The whispers preceding the announcement further lend credence to the suspicion. As Zach Lowe of The Ringer noted on his podcast, "Everybody in the league has been whispering for two months, minimum, about, like, ‘hey, I think there’s kind of like a crazy contract coming down the pike for Gary Trent Jr. after those two one-year contracts established his Early Bird Rights with the Bucks,’ and boom, it happened yesterday." This pre-existing sentiment within league circles indicates that the deal was widely anticipated as anomalous.

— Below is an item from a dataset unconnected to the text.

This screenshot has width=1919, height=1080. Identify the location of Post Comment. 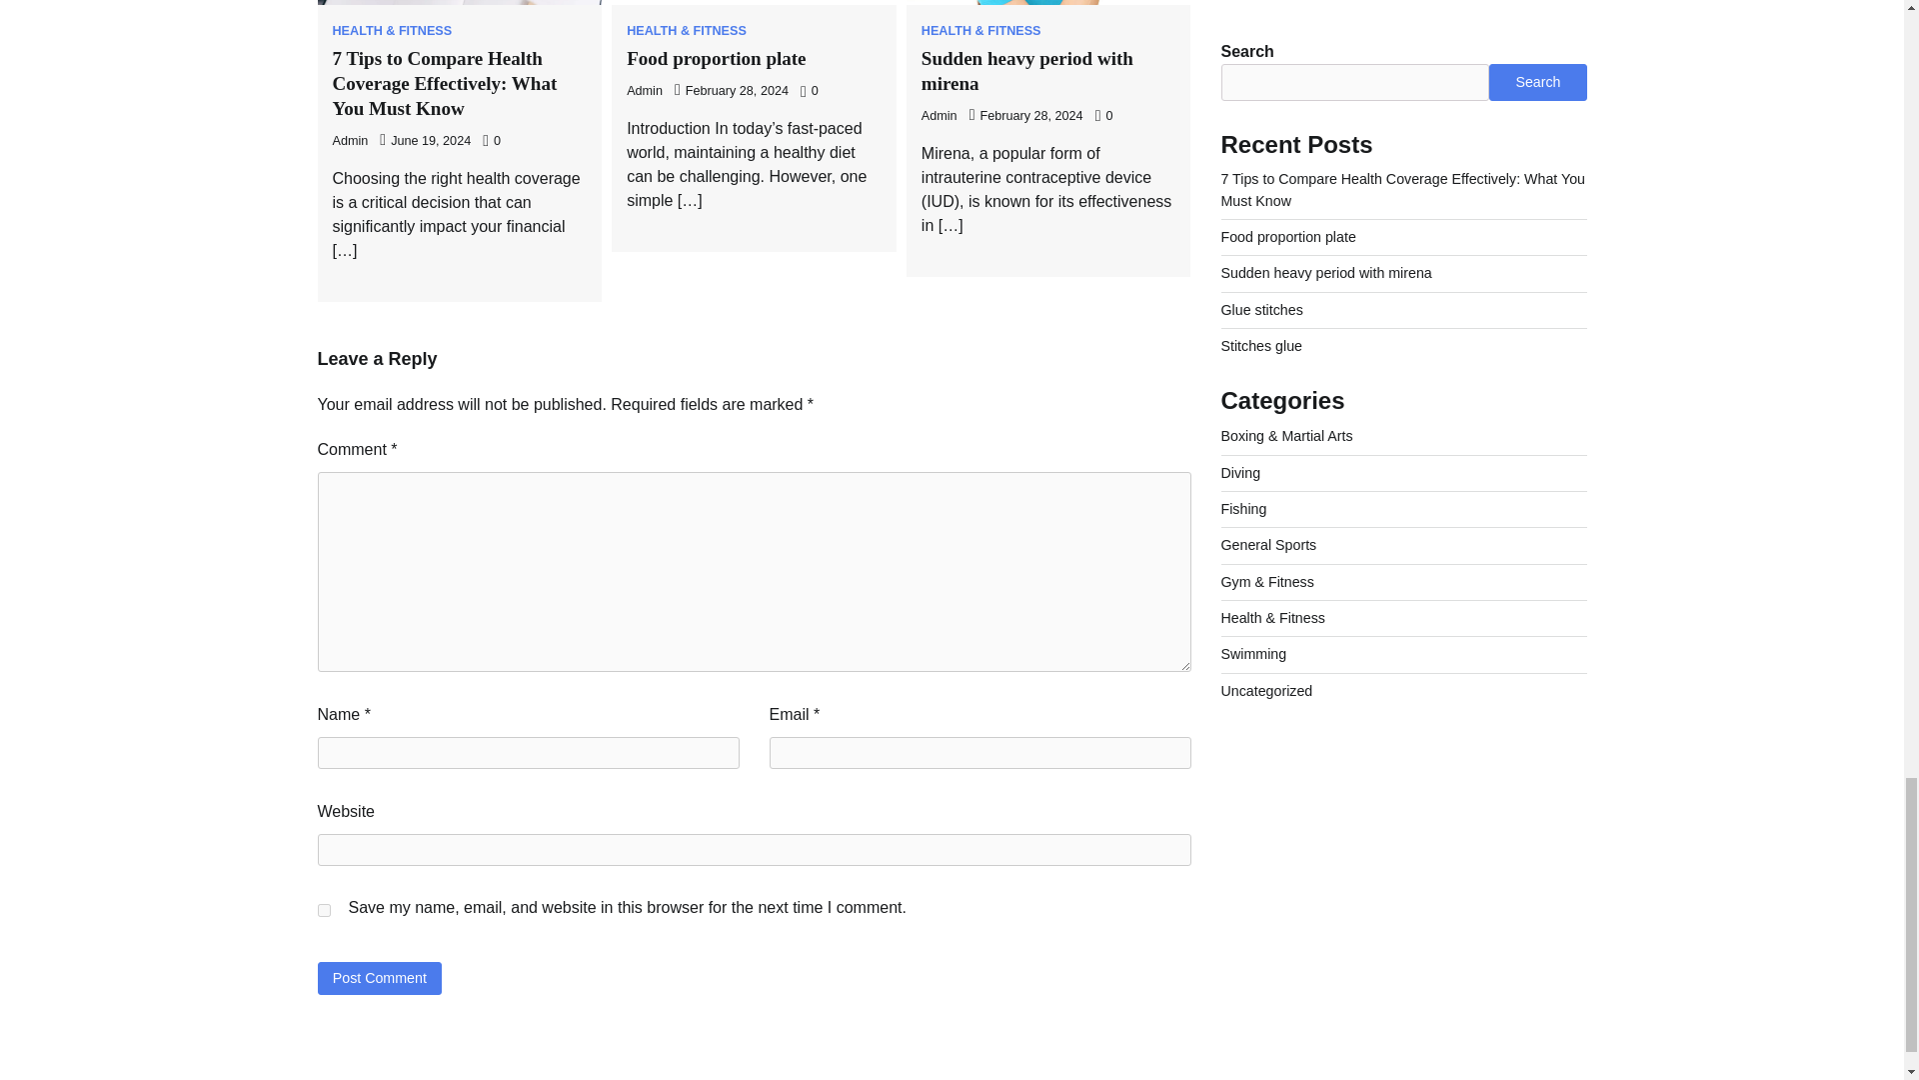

The Trent Jr. extension stands out as a significant anomaly in a league increasingly focused on fiscal prudence and performance-based contracts. The NBA’s investigation will now seek to determine whether the Milwaukee Bucks’ long-term commitment to Gary Trent Jr. can be justified by conventional basketball logic or if it represents a deliberate attempt to circumvent the league’s salary cap regulations, with potentially severe repercussions for the franchise. The outcome of this probe will be closely watched, as it could set an important precedent for future team-player negotiations under the stringent new CBA.